Year-to-date returns through Aug. 8, 2022 

 

Narrower energy stock funds, like the iShares US Oil & Gas Exploration & Production ETF (IEO), the VanEck Oil Refiners ETF (CRAK) and the First Trust Natural Gas ETF (FCG), have followed the same trajectory—a steady rally through early June and then a decline that’s cut their gains from massive to smaller advances that are still significant. 
 

Year-to-date returns through Aug. 8, 2022 

 

Makeup of the Industry  

Exxon Corp. and Chevron Corp., which together make up nearly half of the weighting in XLE, generate profits primarily from their upstream fossil fuel production businesses and their downstream refining businesses.  

In the upstream business globally oil accounts for around 60% of volumes, while natural gas accounts for 40%. The refining business has represented about a quarter of profits for both companies this year.  

As volatile as oil prices have been in 2022, U.S. natural gas prices have been even more so, rising from $3.73/mmbtu at the start of the year to as much as $9 on the back of low inventories and growing exports to energy-hungry Europe.  

Refining margins—the profit that refiners make for buying oil, refining it into usable end-products like gasoline and diesel, and then selling those—have also swung wildly.
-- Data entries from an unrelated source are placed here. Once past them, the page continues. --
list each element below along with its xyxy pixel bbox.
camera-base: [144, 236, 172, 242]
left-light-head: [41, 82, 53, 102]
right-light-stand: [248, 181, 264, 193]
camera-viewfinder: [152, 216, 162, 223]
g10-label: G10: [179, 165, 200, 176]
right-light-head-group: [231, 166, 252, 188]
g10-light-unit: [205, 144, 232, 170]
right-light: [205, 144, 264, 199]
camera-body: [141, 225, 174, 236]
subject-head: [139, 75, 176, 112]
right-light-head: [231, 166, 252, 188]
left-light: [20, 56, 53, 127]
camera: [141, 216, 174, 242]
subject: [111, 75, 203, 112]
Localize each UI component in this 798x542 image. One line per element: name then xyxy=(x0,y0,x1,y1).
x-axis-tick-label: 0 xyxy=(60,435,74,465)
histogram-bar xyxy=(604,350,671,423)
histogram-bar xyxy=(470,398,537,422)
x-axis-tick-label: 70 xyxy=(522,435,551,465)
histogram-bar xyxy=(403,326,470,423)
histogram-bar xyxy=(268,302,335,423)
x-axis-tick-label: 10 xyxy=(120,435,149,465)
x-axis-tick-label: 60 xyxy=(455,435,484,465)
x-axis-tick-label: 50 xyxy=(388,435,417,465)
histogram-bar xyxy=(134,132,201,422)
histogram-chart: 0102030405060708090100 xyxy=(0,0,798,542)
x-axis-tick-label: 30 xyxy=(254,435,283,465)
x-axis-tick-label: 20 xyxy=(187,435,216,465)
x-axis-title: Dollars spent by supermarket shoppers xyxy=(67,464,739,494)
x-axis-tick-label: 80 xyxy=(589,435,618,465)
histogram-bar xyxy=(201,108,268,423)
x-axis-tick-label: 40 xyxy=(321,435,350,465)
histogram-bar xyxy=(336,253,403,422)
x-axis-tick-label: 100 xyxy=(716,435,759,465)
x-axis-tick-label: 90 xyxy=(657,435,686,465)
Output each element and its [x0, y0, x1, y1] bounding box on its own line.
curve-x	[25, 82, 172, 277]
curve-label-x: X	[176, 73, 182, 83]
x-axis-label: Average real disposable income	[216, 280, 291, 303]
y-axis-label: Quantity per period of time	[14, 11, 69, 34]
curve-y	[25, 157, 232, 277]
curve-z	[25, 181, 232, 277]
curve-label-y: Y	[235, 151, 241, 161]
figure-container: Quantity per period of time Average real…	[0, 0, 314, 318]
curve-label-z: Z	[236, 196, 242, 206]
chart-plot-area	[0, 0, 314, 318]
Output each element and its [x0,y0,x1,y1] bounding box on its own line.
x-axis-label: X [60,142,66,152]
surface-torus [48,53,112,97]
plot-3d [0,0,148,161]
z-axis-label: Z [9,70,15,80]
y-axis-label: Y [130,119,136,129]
They tripled from the start of the year to their June highs—the loftiest levels ever—before retreating to today’s lower, but still historically elevated, levels.  
 
Refining Margins (3-2-1 Crack Spread) 

 

While integrated oil companies like Exxon and Chevron focus on all aspects of the energy business, the more numerous smaller energy companies tend to focus on one area, like upstream oil production or refining.  

You can find those in the broad XLE, as well as narrower energy ETFs, like the aforementioned IEO, CRAK and FCG. 

Moving in Tandem 

Though oil, natural gas and refining margins can move up and down on their own, this year they’ve tended to move in tandem.  

Rising demand due to a normalization of the global economy after the pandemic, as well as tight supplies due to a lack of investment in previous years on top of disruptions caused by the Russia-Ukraine war, have all driven energy prices up across the board. 

There’s been a lot of effort made to tame energy prices, by releasing oil from strategic government reserves, making appeals to leading oil producers like Saudi Arabia, and ramping up production in places where it’s relatively easy to start and stop drilling quickly—like the U.S.  

While these initiatives seemed to have worked to some extent, they may act more like a band-aid than a sustainable solution to tight energy supplies. Demand for oil and natural gas has never been higher, and is expected to keep creeping up in the near term amid increasing consumption in emerging markets.  

Satisfying that demand will be a challenge for an industry that is well-aware that the world is shifting from fossil fuels in the coming decades. Somehow, the market and policymakers must encourage oil and gas companies to continue to invest in their businesses in the face of an inevitable drop-off in demand in later years.  

If not policymakers, then the market will provide the incentive through high prices, as we’ve seen in the first half of 2022.  

“Global oil inventories remain critically low,” with “readily available spare capacity running low in both the upstream and downstream, the International Energy Agency noted in its latest oil market report. “Without strong policy intervention … risks remain high that the world economy falls off-track for recovery.”